For some odd reason, flight tracking has been in the news. Perfect time for the first post here, with an infosec/flight tracking crossover that couldn't be more topical.
Usual caveat: None of this should be construed as some sort of value statement, it's just me providing the facts from a security researcher's point of view.
First there's a new article published at the 10th OpenSky Symposium (and online today at https://www.mdpi.com/2673-4591/28/1/7). It discusses how some owners of private jets have been trying to subvert public and crowdsourced data.
Great example provided below, an anonymous user trying to pass off Bernard Arnault's jet (of @laviondebernard fame) with transponder ID 395580 as a non-existing generic Air France aircraft. There were many more cases of astroturfing that we found.
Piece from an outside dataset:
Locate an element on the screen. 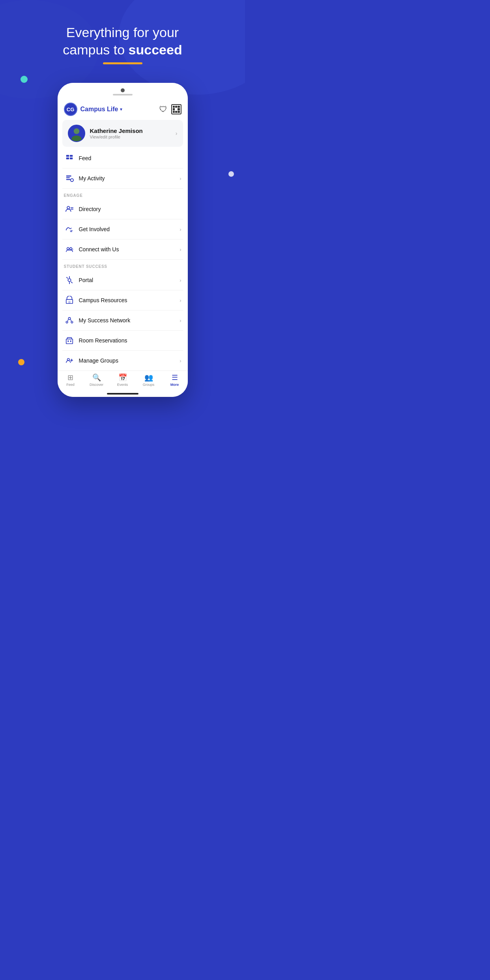  avatar is located at coordinates (77, 133).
Full talk available now here: https://www.youtube.com/watch?v=KIz6M1YAI_g&list=PLNft4qtPGeqN0MtUc_k-R-H3wvxUN0WVq&index=4
But with everyone nowadays apparently an expert on flight tracking and blocking (taking over from epidemiology and military strategy it seems), it's some more science communication time: I want to submit two more articles for your reading pleasure.
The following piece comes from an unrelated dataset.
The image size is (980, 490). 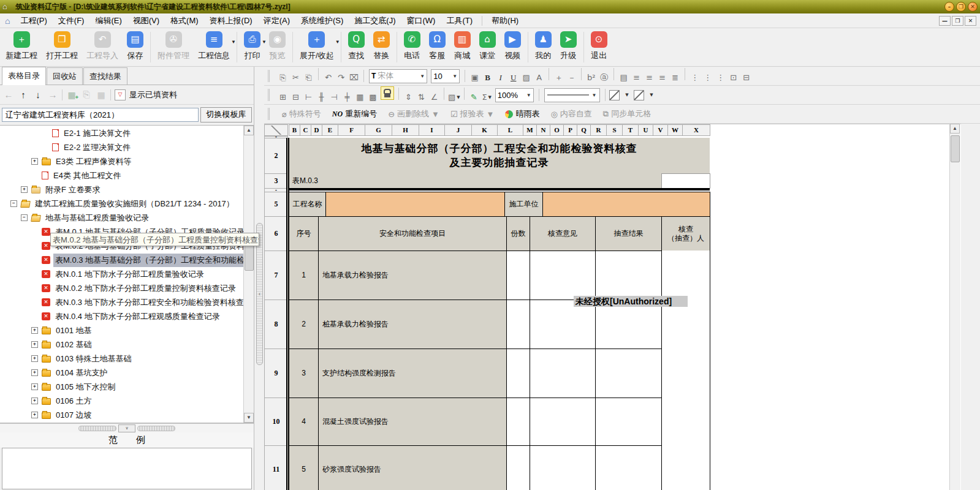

1. Tracking aircraft is a fact of life in an era of cheap software defined radios. The ability to do so was a design decision for compatibility and safety done 30 years ago. It affects all stakeholders, unless you're the military and can switch all your comms off. Long analysis here in our 2018 paper: https://www.cs.ox.ac.uk/files/9919/eurosnp.pdf
It will also explain why all existing methods to prevent tracking are, sometimes hilariously, inept from a computer security perspective. This includes, but is not limited to web tracker blocking programmes (BARR, ASDI, LADD or whatever the flavour du jour is) and also the Privacy ICAO address (PIA) programme. They all are security through obscurity *at best*.
2. When the PIA was announced in 2019 it was clear it wouldn't do a single thing to make anybody more private. Sadly, it seems that FAA and NBAA never asked anyone familiar with computer security when designing this (we offered, no dice). So we started collecting data right when it went online in 2020 (before covid) to show it's useless.
You can read our analysis here, and it's been proven correct plenty of times in practice by now: https://cs.ox.ac.uk/files/13229/flying-in-private-mode.pdf
In short: It's like being the only one on a university campus on the TOR mixnet and using it to make a bomb threat in order to stop an exam. You'll stick out like a sore thumb and the police will have no trouble identifying you. [1]
Bernard Arnault realized correctly that the only privacy solution is to charter/fractional ownership. https://edition.cnn.com/2022/10/19/business/bernard-arnault-sells-private-jet-over-twitter-tracking/index.html
Again, this is not a value statement, it's just how the world is right now and it won't change anytime soon. Not with 100k cheap crowdsourced trackers globally and more by the day.
Tl;dr: Been droning on about aircraft privacy for over half a decade (NB: I was certainly not the only one!). Nobody cared. In 2022, shit hit the fan.